The existence of tangible and definite entities does not preclude the prospect of transformation, even dramatic metamorphosis, in individuals or collectively. There is no primitive void out of which everything emerges, as from the guts of some god. Things originate from other things. However, if things possess the ability to evolve and innovate, it is because they are never complete or final, i.e., purely present things, but rather ongoing processes. Through information, they may retain the past (memory) and cast possible future (projection) outcomes, as well as enter processes of morphogenesis and transformation. Things are beyond things, more than themselves.
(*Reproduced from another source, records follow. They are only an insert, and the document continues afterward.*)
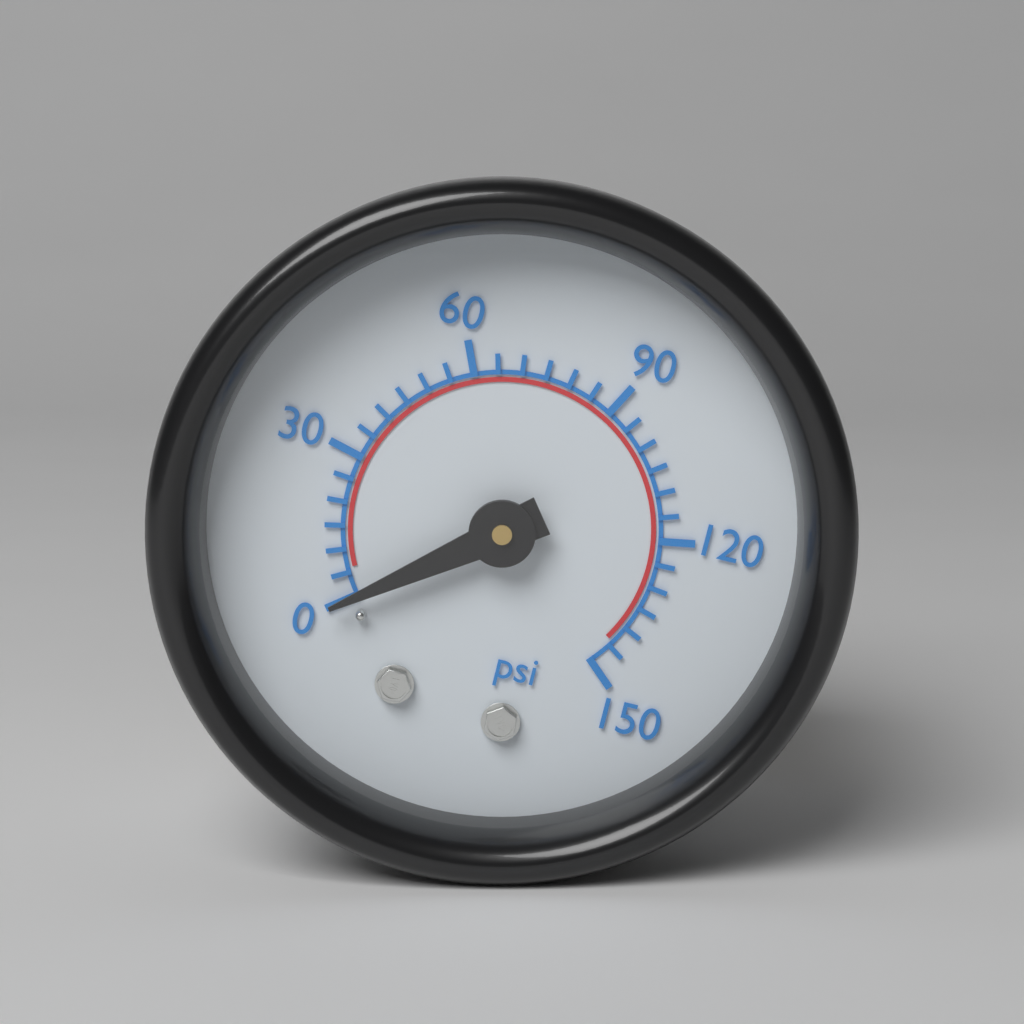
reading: 0 psi
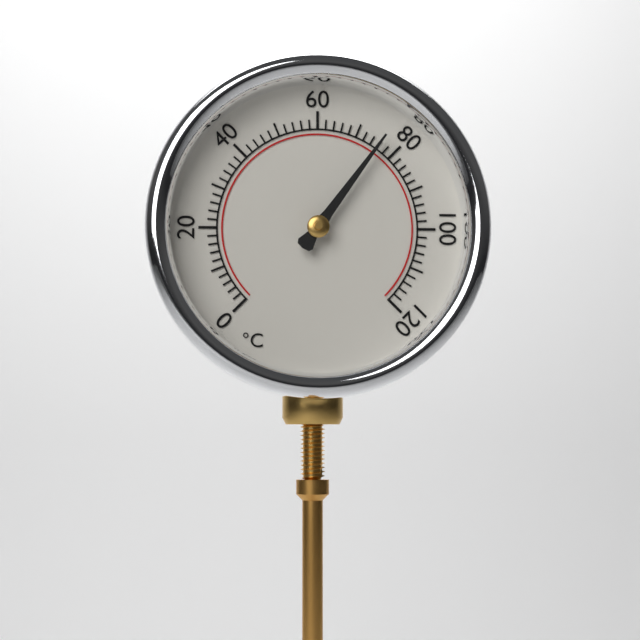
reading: 76 °C
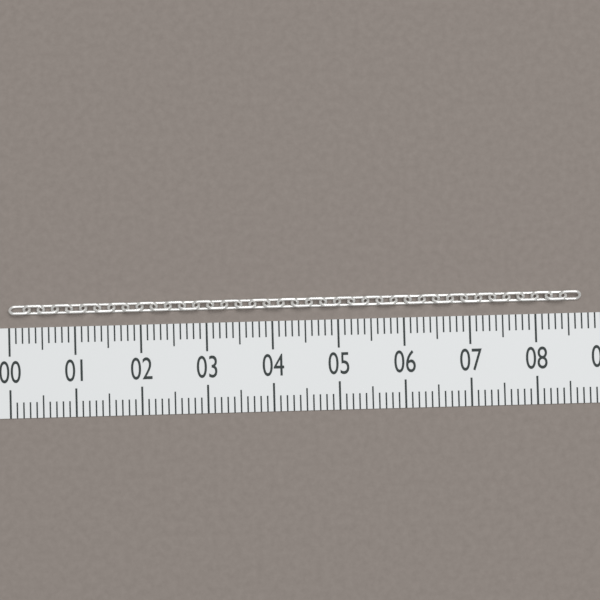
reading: 8.7 (no unit)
The concept of ontological difference was introduced to save beings from absolute closed immanence, from the fate of being always the same due to the powers of some essence. Being meant timely existence, becoming, and transcendence. But this concept deprived beings of the power to become others by themselves. The principle of insufficient reason restores this power to things. The powers of being belong to beings. They are not modes of appearance but being itself, distributed among beings and connections, states and processes, individuals and domains, scales and modes. Being is therefore not before beings (ontologically, as in Heidegger and his pupil Badiou), but among them. It is their link and the possibilities of radical novelty that inhabit them.
Insufficient reason means not an indeterminate but a subdetermining reason. A determination that does not exhaust future possibilities. These are not prefigured as in the roll of the dice, where we know a priori that six and only six possibilities exist. Things are fully determined in the sense of fully concrete, but subdetermined as they can always be otherwise: play another role, show another perspective, evolve, separate, mix, experiment metamorphoses, or generate new beings and relations.
But what to do with so many logics and worlds, beings and connections, facts and interpretations? Several descriptions and frameworks for interpreting the world may be equally valid, supported by evidence or experience. Several may be similarly consistent. How to decide? For its ethical consequences. The principle of insufficient reason demands to do justice to logic and facts, to determinateness and to openness, but also to ethics. The ultimate descriptions of the world remain undecided, being only possible, and thus require the intervention of ethics.
References
Badiou, A. (2017). Being and event. Bloomsbury Academic.
Heidegger, M. (1996). Being and time (J. Stambaugh, Trans.). State University of New York Press.
Rescher, N. (1992). G. W. Leibniz’s Monadology. Routledge.